In October 2021, Mary’s Place was presented with an opportunity to open a family shelter in a former hotel in Bellevue, and on December 27, 2021, their first shelter on the Eastside opened with ~90 private rooms/baths for families. Thanks to a very successful No Child Sleeps Outside campaign and support from the community - Mary’s Place was able to add back most of the capacity lost when the pandemic hit.
The White Center shelter closed when the lease expired in January, and Mary’s Place repurposed the Family Diversion Center as a women's and children's only shelter.
Today, using its system of efficiently and effectively converting vacant buildings into temporary emergency family shelters, Mary’s Place continues to operate the drop-in women’s day center along with five 24x7 family center shelters that provide a warm bed, three meals a day and a community of support for ~700 family members each night.
Mary's Place is working to address unique needs. The Popsicle Place program provides a safe, nurturing, home-like setting with professional medical care for families with children who have life-threatening diseases, and Baby’s Best Start accommodates moms with newborns who need some extra time to rest and bond with their babies. Learn more about Mary’s Place programs.
The organization promotes a three-pronged approach to addressing family homelessness in our community.
The safest and most effective (and most cost-effective) way to address family homelessness is to keep families in their hard-won homes. Shelter is traumatic, especially for children.

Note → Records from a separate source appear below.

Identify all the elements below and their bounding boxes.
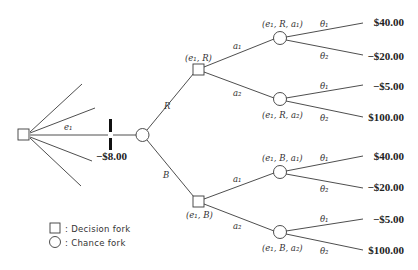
root-branches (30, 84, 136, 186)
experiment-label: e₁ (64, 122, 72, 132)
outcome-R-label: R (163, 101, 171, 111)
payoff-R-a1-t2: −$20.00 (367, 50, 404, 62)
chance-fork-e1-R-a1 (274, 32, 287, 45)
payoff-B-a2-t1: −$5.00 (373, 213, 405, 225)
decision-tree-diagram: e₁ −$8.00 R B (e₁, R) a₁ a₂ (e₁, R, a₁) … (0, 0, 418, 270)
chance-fork-e1-B-a2 (274, 226, 287, 239)
action-a2-label-R: a₂ (233, 88, 242, 98)
state-t2-label: θ₂ (320, 246, 329, 256)
decision-fork-e1-B (193, 196, 204, 207)
payoff-B-a1-t2: −$20.00 (367, 181, 404, 193)
decision-fork-e1-R (193, 64, 204, 75)
legend: : Decision fork : Chance fork (50, 223, 131, 248)
experiment-cost: −$8.00 (96, 150, 128, 162)
action-a2-label-B: a₂ (233, 221, 242, 231)
state-t1-label: θ₁ (320, 214, 329, 224)
payoff-R-a2-t1: −$5.00 (373, 80, 405, 92)
node-label-e1-R-a1: (e₁, R, a₁) (262, 19, 303, 29)
node-label-e1-B-a2: (e₁, B, a₂) (262, 243, 303, 253)
node-label-e1-B-a1: (e₁, B, a₁) (262, 153, 303, 163)
legend-decision-label: : Decision fork (65, 224, 131, 234)
payoff-R-a1-t1: $40.00 (374, 16, 405, 28)
outcome-B-label: B (162, 170, 169, 180)
chance-fork-e1-B-a1 (274, 166, 287, 179)
legend-chance-label: : Chance fork (65, 238, 126, 248)
chance-fork-e1-R-a2 (274, 93, 287, 106)
node-label-e1-R-a2: (e₁, R, a₂) (262, 110, 303, 120)
payoff-B-a1-t1: $40.00 (374, 150, 405, 162)
state-t2-label: θ₂ (320, 51, 329, 61)
state-t1-label: θ₁ (320, 81, 329, 91)
action-a1-label-R: a₁ (233, 41, 241, 51)
action-a1-label-B: a₁ (233, 174, 241, 184)
node-label-e1-B: (e₁, B) (186, 210, 213, 220)
chance-fork-legend-icon (50, 237, 61, 248)
root-decision-fork (18, 129, 29, 140)
payoff-B-a2-t2: $100.00 (368, 244, 404, 256)
payoff-R-a2-t2: $100.00 (368, 111, 404, 123)
state-t2-label: θ₂ (320, 113, 329, 123)
state-t1-label: θ₁ (320, 19, 329, 29)
decision-fork-legend-icon (50, 223, 60, 233)
node-label-e1-R: (e₁, R) (185, 53, 212, 63)
state-t2-label: θ₂ (320, 184, 329, 194)
experiment-chance-fork (136, 129, 149, 142)
state-t1-label: θ₁ (320, 153, 329, 163)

We can prevent that trauma and disrupt the cycle of generational homelessness by preventing homelessness with rental assistance and stability supports. Mary’s Place is leading with prevention and working to reframe the homeless response system.
Today, family shelters in King County, including the five Mary’s Place shelters, are full, and the Emergency Family Intake Line, which Mary’s Place operates for King County, takes more calls than ever before. 50-60 families call each day for shelter, and only two or three are offered a place to come inside. The Mary’s Place mobile outreach team works with unsheltered families in cars, tents, and area hospitals providing supplies and housing resources.
And for those families with acute needs and more significant barriers, Mary’s Place provides 700 beds of critical emergency family shelter. By investing in prevention, we can reduce the number of shelters needed in our community.
The Mary's Place model is simple - partner with anyone and everyone who can help to address the issue of family homelessness. Join us!